Anadarko Petroleum and Noble Energy, the top energy producers in the state, have been major donors to the pro-corporate agenda in Colorado. The two companies have spent over $22 million combined in campaign contributions – primarily to various pro-business ballot initiatives and Republican candidates – at the state level.  Anadarko and Noble are also leaders in several corporate trade organizations, including the Colorado Association of Commerce and Industrythe Metro Denver Chamber of Commerce, and Colorado Concern. These corporate trade groups have advocated for keeping taxes low for corporations and the ultra-wealthy, as well as leaving corporate tax loopholes intact, while simultaneously promoting education privatization and charter school expansion.

Wells Fargo, Colorado’s biggest bank, Xcel Energy, the state’s largest utility, and Molson Coors are also driving forces behind the Colorado Association of Commerce and Industry and the Metro Denver Chamber of Commerce. Wells Fargo saved $3.35 billion in taxes last year due to the federal tax reform bill – even as it avoided paying taxes in Colorado that could help fund public services.

The Walton Family also has Colorado ties. Nationally, the Walton Family Foundation has been one of the biggest funders of charter schools and education privatization. The foundation estimates that it has provided startup funds to 1 out of every 4 charters in the country. The foundation also funds the State Policy Network (mentioned above). In 2016, it announced a $1 billion initiative to expand charter school and other choice initiatives even more over 5 years. In 2016 alone, the Walmart Family Foundation provided $60,000 to the Colorado League of Charter Schools, $250,000 to education privatization organization Colorado Succeeds, and at least $100,000 to KIPP:Colorado.

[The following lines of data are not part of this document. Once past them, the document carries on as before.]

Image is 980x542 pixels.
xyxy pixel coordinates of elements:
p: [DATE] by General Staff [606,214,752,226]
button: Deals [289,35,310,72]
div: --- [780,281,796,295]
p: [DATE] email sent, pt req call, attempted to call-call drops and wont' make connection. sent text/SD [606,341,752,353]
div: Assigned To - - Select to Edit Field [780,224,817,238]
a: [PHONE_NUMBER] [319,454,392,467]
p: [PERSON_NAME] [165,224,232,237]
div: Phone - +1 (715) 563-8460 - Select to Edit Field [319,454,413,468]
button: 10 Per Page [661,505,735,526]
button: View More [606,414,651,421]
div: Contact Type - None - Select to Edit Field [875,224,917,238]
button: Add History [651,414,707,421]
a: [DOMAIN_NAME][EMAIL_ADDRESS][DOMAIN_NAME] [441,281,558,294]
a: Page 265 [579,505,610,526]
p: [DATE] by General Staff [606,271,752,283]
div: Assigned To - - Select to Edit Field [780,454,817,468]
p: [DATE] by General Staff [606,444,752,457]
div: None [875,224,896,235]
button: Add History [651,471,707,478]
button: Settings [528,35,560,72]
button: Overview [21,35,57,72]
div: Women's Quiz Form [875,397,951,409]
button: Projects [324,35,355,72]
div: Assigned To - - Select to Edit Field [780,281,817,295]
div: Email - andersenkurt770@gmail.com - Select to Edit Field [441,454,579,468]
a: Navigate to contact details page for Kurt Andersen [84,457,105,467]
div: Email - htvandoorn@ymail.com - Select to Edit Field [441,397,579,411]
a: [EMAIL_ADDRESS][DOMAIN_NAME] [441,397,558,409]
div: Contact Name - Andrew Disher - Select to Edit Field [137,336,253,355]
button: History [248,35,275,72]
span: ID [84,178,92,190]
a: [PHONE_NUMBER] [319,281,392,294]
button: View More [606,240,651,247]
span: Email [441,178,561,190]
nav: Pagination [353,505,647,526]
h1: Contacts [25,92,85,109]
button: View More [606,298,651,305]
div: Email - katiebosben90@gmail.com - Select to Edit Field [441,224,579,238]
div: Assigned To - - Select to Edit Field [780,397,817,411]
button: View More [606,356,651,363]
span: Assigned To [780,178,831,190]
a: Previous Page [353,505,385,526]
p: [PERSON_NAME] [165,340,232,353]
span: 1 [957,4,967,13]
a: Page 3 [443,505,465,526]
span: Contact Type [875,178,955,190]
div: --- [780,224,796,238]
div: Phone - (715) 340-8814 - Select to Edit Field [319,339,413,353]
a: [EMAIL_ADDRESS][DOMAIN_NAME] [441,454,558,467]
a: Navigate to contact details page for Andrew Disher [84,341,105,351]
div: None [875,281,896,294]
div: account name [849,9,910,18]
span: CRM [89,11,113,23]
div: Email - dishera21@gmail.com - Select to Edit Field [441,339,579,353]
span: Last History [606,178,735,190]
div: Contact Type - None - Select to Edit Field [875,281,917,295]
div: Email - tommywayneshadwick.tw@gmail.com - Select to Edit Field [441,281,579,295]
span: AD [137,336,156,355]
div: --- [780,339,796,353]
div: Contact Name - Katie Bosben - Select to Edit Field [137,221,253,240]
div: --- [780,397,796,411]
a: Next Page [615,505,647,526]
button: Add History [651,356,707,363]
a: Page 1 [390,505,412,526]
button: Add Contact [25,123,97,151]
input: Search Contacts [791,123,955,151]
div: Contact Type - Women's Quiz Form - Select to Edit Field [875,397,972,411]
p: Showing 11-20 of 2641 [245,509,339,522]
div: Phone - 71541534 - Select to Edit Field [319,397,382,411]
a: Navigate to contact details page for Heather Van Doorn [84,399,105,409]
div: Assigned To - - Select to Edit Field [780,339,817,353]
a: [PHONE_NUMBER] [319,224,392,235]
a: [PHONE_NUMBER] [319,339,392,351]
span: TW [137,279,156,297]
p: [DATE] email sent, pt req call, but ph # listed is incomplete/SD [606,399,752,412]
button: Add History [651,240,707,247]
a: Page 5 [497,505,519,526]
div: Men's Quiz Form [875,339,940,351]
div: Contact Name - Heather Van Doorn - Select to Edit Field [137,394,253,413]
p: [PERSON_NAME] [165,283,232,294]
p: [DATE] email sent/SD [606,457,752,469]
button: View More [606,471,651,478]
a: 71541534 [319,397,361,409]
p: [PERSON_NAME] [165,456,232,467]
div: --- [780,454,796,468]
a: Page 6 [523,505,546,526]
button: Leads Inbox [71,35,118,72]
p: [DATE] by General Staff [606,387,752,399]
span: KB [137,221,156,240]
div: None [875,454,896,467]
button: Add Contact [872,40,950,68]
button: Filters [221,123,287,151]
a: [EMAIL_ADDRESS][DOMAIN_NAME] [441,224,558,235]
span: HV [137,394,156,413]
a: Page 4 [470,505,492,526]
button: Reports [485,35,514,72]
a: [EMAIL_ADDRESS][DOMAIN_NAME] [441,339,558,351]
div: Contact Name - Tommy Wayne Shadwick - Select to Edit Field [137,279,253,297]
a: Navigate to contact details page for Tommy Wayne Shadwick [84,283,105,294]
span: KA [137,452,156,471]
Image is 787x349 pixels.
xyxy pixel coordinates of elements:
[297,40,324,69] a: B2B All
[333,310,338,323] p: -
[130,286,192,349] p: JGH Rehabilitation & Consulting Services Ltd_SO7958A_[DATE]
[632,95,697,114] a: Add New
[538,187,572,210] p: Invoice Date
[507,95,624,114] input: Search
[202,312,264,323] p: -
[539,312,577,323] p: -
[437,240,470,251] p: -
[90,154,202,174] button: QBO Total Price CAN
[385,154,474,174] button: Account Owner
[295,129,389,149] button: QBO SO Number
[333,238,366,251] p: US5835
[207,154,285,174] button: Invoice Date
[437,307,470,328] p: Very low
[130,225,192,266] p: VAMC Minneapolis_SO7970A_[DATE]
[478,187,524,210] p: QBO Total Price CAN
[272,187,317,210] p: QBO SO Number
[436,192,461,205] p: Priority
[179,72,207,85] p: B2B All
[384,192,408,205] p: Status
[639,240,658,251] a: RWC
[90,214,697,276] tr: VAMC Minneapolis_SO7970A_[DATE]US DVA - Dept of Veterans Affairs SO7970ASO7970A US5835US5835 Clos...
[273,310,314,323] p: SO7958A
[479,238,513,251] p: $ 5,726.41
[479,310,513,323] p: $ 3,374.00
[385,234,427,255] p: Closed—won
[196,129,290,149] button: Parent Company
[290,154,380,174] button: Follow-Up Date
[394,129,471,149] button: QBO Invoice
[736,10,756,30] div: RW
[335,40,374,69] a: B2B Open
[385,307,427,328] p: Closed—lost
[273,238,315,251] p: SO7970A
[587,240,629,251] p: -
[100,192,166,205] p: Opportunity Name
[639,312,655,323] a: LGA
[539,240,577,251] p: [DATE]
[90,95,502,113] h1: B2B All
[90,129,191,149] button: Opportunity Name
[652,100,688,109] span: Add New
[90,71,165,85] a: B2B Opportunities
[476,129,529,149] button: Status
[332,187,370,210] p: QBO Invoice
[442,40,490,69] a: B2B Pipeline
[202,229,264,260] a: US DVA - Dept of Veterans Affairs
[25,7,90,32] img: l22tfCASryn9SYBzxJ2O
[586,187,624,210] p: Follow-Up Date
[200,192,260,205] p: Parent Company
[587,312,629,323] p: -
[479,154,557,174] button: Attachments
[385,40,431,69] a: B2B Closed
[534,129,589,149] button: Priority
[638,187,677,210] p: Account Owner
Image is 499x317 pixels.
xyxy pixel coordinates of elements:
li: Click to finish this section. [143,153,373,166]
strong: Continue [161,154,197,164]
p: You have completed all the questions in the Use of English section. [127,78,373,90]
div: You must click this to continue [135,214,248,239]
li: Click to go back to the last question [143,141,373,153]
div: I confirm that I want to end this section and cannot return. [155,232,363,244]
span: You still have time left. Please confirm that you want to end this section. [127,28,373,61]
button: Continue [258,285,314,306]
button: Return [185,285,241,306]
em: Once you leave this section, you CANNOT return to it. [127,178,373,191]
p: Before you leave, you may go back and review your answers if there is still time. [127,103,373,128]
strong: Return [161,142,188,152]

While many of the Waltons live in California and Arkansas, Denver has its very own Walton family heir – Ben Walton, a board member at the Walton Family Foundation. Of course, Walmart is also a major beneficiary of the decades-long strategy to cut corporate taxes.

Strike Against Austerity & Privatization

As all this shows, striking teachers across the US are taking on some powerful forces – the billionaires and corporations that are driving austerity, propping up far-right politicians, and pushing school privatization. The strikes may be occuring in different states, but they all face similar corporate forces and a similar agenda that is the source of the chronic underfunding of public education. Teachers get this – and it’s part of the reason their demands have gone well beyond things like (well-deserved) pay raises and protection of benefits. As the teachers’ fight continues, it will be important to continue to identify and map out the key corporate players behind austerity and school privatization – so as to better challenge their damaging agenda.

 

Recipients of largest corporate subsidies by state

State* State & local corporate subsidies 2008-present State & local revenue lost to tax abatement programs (FY 2016-FY 2017) Notable recipients of large corporate subsidies
Oklahoma $4.5 billion $155 million OGE Energy – $1,012,428,948; Koch Industries – $170,978,522; Devon Energy- $76,380,574; Chesapeake Energy- $44,165,556
Kentucky $4.6 billion $177 million Clean Coal Power Operators – $550,000,000; Peabody Energy – $266,200,000; Amazon – $111,789,976
Colorado $732 million $275 million Starwood Property Trust – $300,000,000; NextEra Energy – $23,520,611; United Continental – $17,438,823; Xcel Energy – $15,545,303; Suncor- $12,582,433
West Virginia $299 million $4.5 million Bass Pro- $127,523,480
Arizona $232 million $16.3 million Thomas Kluznick Co – $97,400,000; Intel – $99,806,143
       
      *All data compiled from the Good Jobs First Subsidy Tracker 1 and Subsidy Tracker 2. The quality of subsidy disclosure data varies significantly from state to state, so in some cases these numbers are likely significantly lower than the actual amount states are devoting to corporate subsidies. Thinks of these numbers as “at least,”; for example, Oklahoma has given corporations tax subsidies totaling at least $1.5 billion since 2008.

LittleSis is a grassroots watchdog network connecting the dots between the world’s most powerful people and organizations.